Make it so easy that employees don’t have an excuse not to use it. The goal isn’t just compliance—it’s to create a request flow that feels as easy as asking for help in a hallway, but with all the structure and visibility you need.
2. Capture what bypasses the system, then redirect with empathy
Even with the best-designed process, people will go around it. Some will forget. Some will be new. Some will just default to habit. That’s fine — as long as you have a way to capture that work anyway.
If someone reaches out directly, log the ticket yourself or use tooling that converts those messages into requests. Then, continue the conversation in the proper channel. And when it makes sense, gently remind them where future requests should go.
Some people will need to hear it more than once (or twice). That’s okay. You’re building habits, not policing behavior.
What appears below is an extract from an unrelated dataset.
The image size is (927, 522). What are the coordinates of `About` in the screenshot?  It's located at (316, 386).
3. Design for Emergencies and Exceptions
Not all direct outreach is bad. If someone’s Wi-Fi is down, their laptop won’t boot, or they’re locked out of the system — they should reach out immediately. Emergencies and tool lockouts demand flexibility. But without clearly defining what qualifies as “urgent,” your well-intentioned exceptions can quietly become the default.
Clearly setting expectations around what constitutes an emergency helps both your team and your end users operate with confidence—and reduces the risk of constant bypasses.
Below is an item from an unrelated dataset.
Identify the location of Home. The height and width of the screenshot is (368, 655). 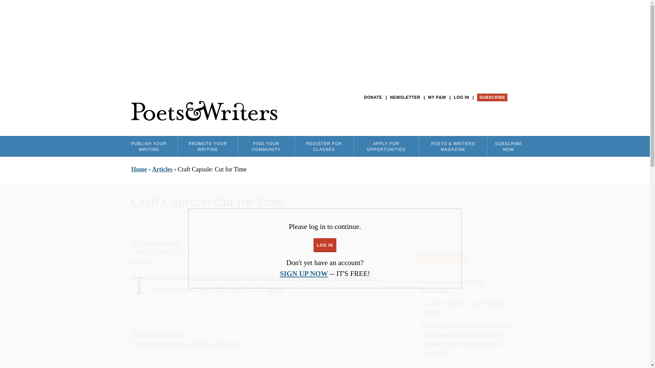
(204, 111).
Untracked work isn't just an annoyance. It's a strategic blind spot.
When IT labor goes unmeasured, so does the need for investment. It’s the data that makes the difference when you need to defend SLAs, justify budget, advocate for headcount, or show the real impact of your team.
Budgets are already tight. Don’t make it harder to get the support your team needs. And don’t leave yourself (or your team) running on fumes with metrics don’t tell the full story.
The bottom line
Untracked work may seem harmless in the moment, but over time it quietly erodes your team’s credibility, budget, and capacity to grow. The fix isn’t more bureaucracy — it’s building processes that are simple, empathetic, and aligned with how people actually work. When IT can capture the full picture of its workload, it not only reduces burnout and fire drills, it earns the data needed to secure headcount, automation, and tools that make support sustainable. In the end, tracking invisible work isn’t about tickets for tickets’ sake. It’s about protecting your team, scaling with confidence, and proving the real value IT delivers every day.
Stop letting invisible work drain your IT team — see how Fixify helps you capture the full picture and scale with care.